@moynomore
Just curious, what are the jobs where they are monitoring the time you turn on your computer? I've never heard of that and sounds draconian.
From memory, insurance companies, the local council, a couple of other offices, an accountancy practice and probably a few others I have thankfully forgotten about.
DP's job at the council comprised weekly printouts of the time the computer was logged in,
every call he took,
how long he took to get them off the phone (and a disciplinary if he actually tried to help the callers rather than 'accidentally' disconnect them),
the conversion rate of getting callers to go on to complete a 10 minute survey of how their call was dealt with (after having failed to solve their problem because staff had 2m30s to get them off the phone, including asking them to stay on the line to do the survey - with a 90 second script asking them - before the staff went on Red),
who calls were transferred to (with a 'why are you transferring calls? Tell them to call back and end the call')
and a separate list of the numbers you got to register for online reporting by taking their details in typing them in yourself because the app didn't work - with a Red status if you had to abandon it halfway through because it didn't work or it took more than the 2.5 minutes).
The irony of it? They 'weren't a call centre' because that had been expressly voted against in all meetings, they were 'there to provide a one stop service to the residents' and the figures were 'just to evidence that we help more people every year'.
They're the sort of places where there's always somebody telling the manager that you left your mug on the desk for five minutes, had a biscuit at your desk when you'd been told it was too busy to have a lunchbreak or that you spent more than 3 minutes on a toilet break/went three times in one day.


Look through the entries that follow and return each line that has the string "work".
·····
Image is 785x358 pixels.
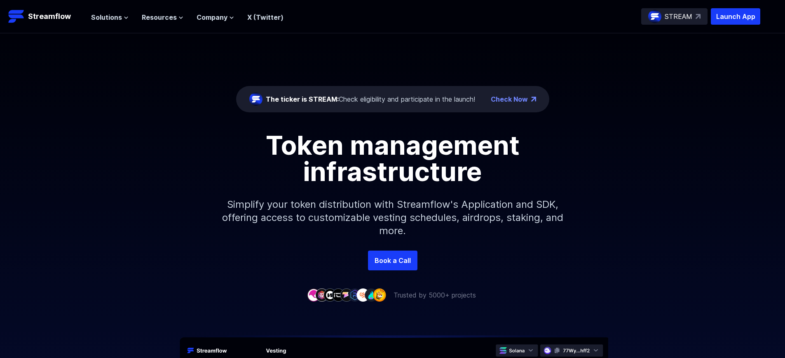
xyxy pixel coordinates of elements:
[711,8,760,25] button: Launch App
[491,94,528,104] a: Check Now
[142,12,183,22] button: Resources
[215,185,570,251] p: Simplify your token distribution with Streamflow's Application and SDK, offering access to custom...
[641,8,707,25] a: STREAM
[373,289,386,302] img: company-9
[196,12,234,22] button: Company
[356,289,369,302] img: company-7
[340,289,353,302] img: company-5
[247,13,283,21] a: X (Twitter)
[8,8,83,25] a: Streamflow
[393,290,476,300] p: Trusted by 5000+ projects
[664,12,692,21] p: STREAM
[332,289,345,302] img: company-4
[28,11,71,22] p: Streamflow
[531,97,536,102] img: top-right-arrow.png
[207,132,578,185] h1: Token management infrastructure
[196,12,227,22] span: Company
[368,251,417,271] a: Book a Call
[365,289,378,302] img: company-8
[266,95,339,103] span: The ticker is STREAM:
[695,14,700,19] img: top-right-arrow.svg
[348,289,361,302] img: company-6
[91,12,122,22] span: Solutions
[315,289,328,302] img: company-2
[249,93,262,106] img: streamflow-logo-circle.png
[648,10,661,23] img: streamflow-logo-circle.png
[323,289,337,302] img: company-3
[91,12,129,22] button: Solutions
[266,94,475,104] div: Check eligibility and participate in the launch!
[307,289,320,302] img: company-1
[8,8,25,25] img: Streamflow Logo
[142,12,177,22] span: Resources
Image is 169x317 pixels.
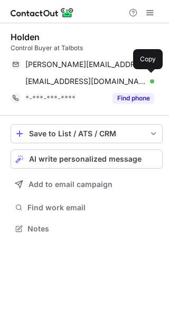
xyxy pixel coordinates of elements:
span: AI write personalized message [29,155,142,163]
div: Save to List / ATS / CRM [29,129,144,138]
button: Notes [11,221,163,236]
button: Reveal Button [113,93,154,104]
button: save-profile-one-click [11,124,163,143]
span: [EMAIL_ADDRESS][DOMAIN_NAME] [25,77,146,86]
img: ContactOut v5.3.10 [11,6,74,19]
span: Notes [27,224,159,234]
button: Find work email [11,200,163,215]
span: [PERSON_NAME][EMAIL_ADDRESS][PERSON_NAME][DOMAIN_NAME] [25,60,146,69]
div: Holden [11,32,40,42]
div: Control Buyer at Talbots [11,43,163,53]
span: Find work email [27,203,159,212]
span: Add to email campaign [29,180,113,189]
button: Add to email campaign [11,175,163,194]
button: AI write personalized message [11,150,163,169]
·····
#### ANSWER SECTION:
button: Find work email [11,200,163,215]
span: Find work email [27,203,159,212]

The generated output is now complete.